The Hilton held its crown for a while but competition from newer hotels in the late Seventies and then the Eighties saw its gloss slowly fade. The Ermita and Malate area also became seedier and less attractive to visitors and locals alike. The whole central Manila had suffered from an abandonment of use and appreciation because of the centrifugal force of sprawl.

Reversing Decay

This abandonment of the city’s old core can be reversed. No other area of the city can compare in heritage resources and variety of architecture and public space. The grime of a few decades just needs to be cleaned, while the effects of the crime of civic negligence also has to be reversed. Ermita and Malate is seeing signs of life again. Honky-tonk joints have moved out to Quezon City and Pasay while efforts are also persistent in preserving what little is left of the area’s architectural stock of buildings.

The Manila Hilton is now a Holiday Inn and occupancy is back. There is indeed hope for the area. Businessmen, citizens and members of civil society have to push on with programs to conserve the open spaces and parks such as the Luneta and the Mehan, as well as the architectural landmarks of Manila. It is both the solids (buildings) and voids (parks and open spaces) that make a city livable and memorable. One cannot remove either the yin or the yang of urbanity without suffering an imbalance.

Landmarks For Direction

The Manila Hilton is important as a landmark in Philippine architecture. It helped fuel a movement for rediscovering indigenous design and local materials, and reviving craftsmanship. It helped, along with other projects of the era, to put Filipino architects on the same level as foreign ones. Filipino architects were trusted and patronized by clients for a few decades after until the invasion of branded foreign consultants.

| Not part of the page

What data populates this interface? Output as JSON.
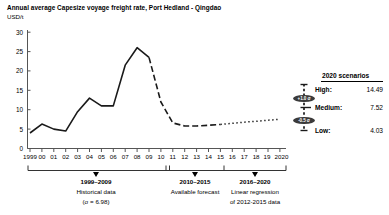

I may go back up the building soon (if the restaurant is still up there). It would be helpful to take a long hard look down at what used to be the Pearl of the Orient. It may be that we need to reorient ourselves in our priorities of urban development. Our skewed sense of direction as a city and a nation is being questioned daily and we may be headed in the wrong direction, desperately in need to find our true north.

An examined past holds the landmarks that will help guide us in this quest to find our destiny as a nation and to form the physical settings we have provided to hold this national identity and achieve its aspirations. All this is maybe a little too much perhaps for an article on an old hotel but times like this make one stop and think.